At the risk of repeating things I've covered in previous posts, one things that I'm often involved in is the question of versioning policy for UML data models and XML schemas. Now, the policy "question" is usually about how you can make changes (usually additions) to a model/schema with minimum impact on applications which use the model/schema, and ideally with zero impact on applications which can legitimately ignore the changes.
This all sounds reasonable, but the problem is that when these policy decisions are made, they are often done is a way that is almost sure to fail. Why? Well, the problem is that people often treat this as a model/schema issue only, as though some particular versioning approach in the model/schema alone is going to be the silver bullet that smooths out all of the potential downstream issues related to model/schema changes. However, it just doesn't work that way.
You can't have a workable policy on managing data change unless your applications are part of that same policy. There is no silver bullet that can work regardless of how your applications have been written. To go back to the relational database example that I sometimes use, in the bad old days when code generators wrote code that was tightly bound to each table and column in a database, database changes almost always broke the applications that used the database. The situation with databases is very different now, because most people follow the policy of interacting with their relational database via SQL (often using ODBC/JDBC), and that SQL layer (when properly used) provides sufficient decoupling to help avoid a lot of potential downstream issues, especially when all that has happened is an addition to your data model.
By contrast, with XML, most applications do not routinely access the XML via an XQuery or an XSLT transform, or via some other layer which would provide the same level of indirection and decoupling that SQL does for relational databases. Instead, a lot of use is made of XML schema compilers, which do the same tight binding that the old relational database schema compilers used to do, with all of the same downstream data change problems.
This is why versioning policy has to apply right along the data processing chain. You need to have good versioning policies for your models, but that alone isn't enough. You also need to have application design policies that match your model/schema policies so that the sum of the two is a robust approach to data change management.
After all, there's no point in building a bridge that only goes half-way across a river, is there?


■ **WHAT THIS TASK INVOLVES**:
Give only the number of lines in the records that contain the word "energy".

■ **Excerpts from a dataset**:
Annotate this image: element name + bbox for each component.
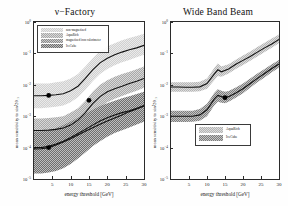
x-tick-label: 5	[188, 182, 191, 187]
legend-swatch-icon	[41, 28, 63, 32]
legend-item[interactable]: magnetized iron calorimeter	[41, 39, 105, 43]
x-axis-label-left: energy threshold [GeV]	[33, 191, 145, 197]
y-tick-label: 10−1	[153, 50, 168, 57]
y-tick-mark	[170, 22, 173, 23]
x-tick-label: 15	[223, 182, 228, 187]
y-axis-label-right: mean sensitivity to sin²2θ₁₃	[152, 97, 157, 148]
legend-right[interactable]: AquaRichIceCube	[195, 124, 251, 146]
legend-swatch-icon	[199, 127, 223, 133]
legend-item[interactable]: IceCube	[41, 44, 105, 48]
y-tick-mark	[170, 53, 173, 54]
legend-label: AquaRich	[66, 34, 79, 37]
legend-label: magnetized iron calorimeter	[66, 39, 101, 42]
legend-swatch-icon	[41, 33, 63, 37]
panel-nu-factory: ν−Factory mean sensitivity to sin²2θ₁₃ e…	[0, 0, 150, 206]
legend-label: IceCube	[66, 45, 76, 48]
y-tick-mark	[170, 148, 173, 149]
x-tick-mark	[261, 176, 262, 179]
legend-swatch-icon	[199, 135, 223, 141]
panel-title-right: Wide Band Beam	[148, 7, 288, 17]
x-axis-label-right: energy threshold [GeV]	[170, 191, 280, 197]
x-tick-label: 30	[277, 182, 282, 187]
y-tick-mark	[33, 53, 36, 54]
x-tick-label: 5	[51, 182, 54, 187]
y-tick-label: 10−5	[153, 176, 168, 183]
legend-swatch-icon	[41, 44, 63, 48]
marker-point	[46, 145, 51, 150]
y-tick-label: 10−2	[153, 82, 168, 89]
legend-label: non-magnetized	[66, 29, 86, 32]
legend-swatch-icon	[41, 39, 63, 43]
x-tick-mark	[71, 176, 72, 179]
x-tick-mark	[107, 176, 108, 179]
y-tick-label: 10−3	[153, 113, 168, 120]
x-tick-mark	[243, 176, 244, 179]
x-tick-mark	[225, 176, 226, 179]
plot-area-right	[170, 21, 280, 180]
y-tick-label: 10−4	[16, 144, 31, 151]
panel-wide-band-beam: Wide Band Beam mean sensitivity to sin²2…	[148, 0, 288, 206]
legend-label: AquaRich	[226, 128, 240, 131]
x-tick-label: 20	[241, 182, 246, 187]
x-tick-label: 25	[259, 182, 264, 187]
marker-point	[223, 95, 228, 100]
x-tick-mark	[52, 176, 53, 179]
y-tick-mark	[33, 116, 36, 117]
x-tick-mark	[279, 176, 280, 179]
y-tick-mark	[33, 179, 36, 180]
marker-point	[87, 98, 92, 103]
y-tick-label: 10−5	[16, 176, 31, 183]
y-tick-label: 10−2	[16, 82, 31, 89]
x-tick-label: 30	[142, 182, 147, 187]
x-tick-label: 15	[87, 182, 92, 187]
legend-item[interactable]: AquaRich	[199, 127, 247, 133]
legend-left[interactable]: non-magnetizedAquaRichmagnetized iron ca…	[37, 25, 109, 53]
panel-title-left: ν−Factory	[0, 7, 150, 17]
y-axis-label-left: mean sensitivity to sin²2θ₁₃	[14, 97, 19, 148]
series-canvas	[171, 22, 279, 179]
y-tick-label: 100	[153, 19, 168, 26]
x-tick-mark	[89, 176, 90, 179]
x-tick-label: 10	[205, 182, 210, 187]
x-tick-mark	[144, 176, 145, 179]
y-tick-mark	[33, 85, 36, 86]
x-tick-mark	[189, 176, 190, 179]
legend-item[interactable]: non-magnetized	[41, 28, 105, 32]
y-tick-label: 10−4	[153, 144, 168, 151]
y-tick-label: 10−3	[16, 113, 31, 120]
y-tick-mark	[170, 85, 173, 86]
legend-item[interactable]: AquaRich	[41, 33, 105, 37]
y-tick-mark	[33, 148, 36, 149]
x-tick-label: 20	[105, 182, 110, 187]
x-tick-mark	[126, 176, 127, 179]
legend-item[interactable]: IceCube	[199, 135, 247, 141]
y-tick-mark	[170, 116, 173, 117]
x-tick-mark	[207, 176, 208, 179]
marker-point	[46, 93, 51, 98]
figure-canvas: ν−Factory mean sensitivity to sin²2θ₁₃ e…	[0, 0, 288, 206]
y-tick-mark	[33, 22, 36, 23]
y-tick-label: 10−1	[16, 50, 31, 57]
y-tick-mark	[170, 179, 173, 180]
band-aquarich	[171, 35, 279, 92]
legend-label: IceCube	[226, 136, 237, 139]
x-tick-label: 10	[68, 182, 73, 187]
y-tick-label: 100	[16, 19, 31, 26]
x-tick-label: 25	[123, 182, 128, 187]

■ **RESULT OF THIS TASK**:
2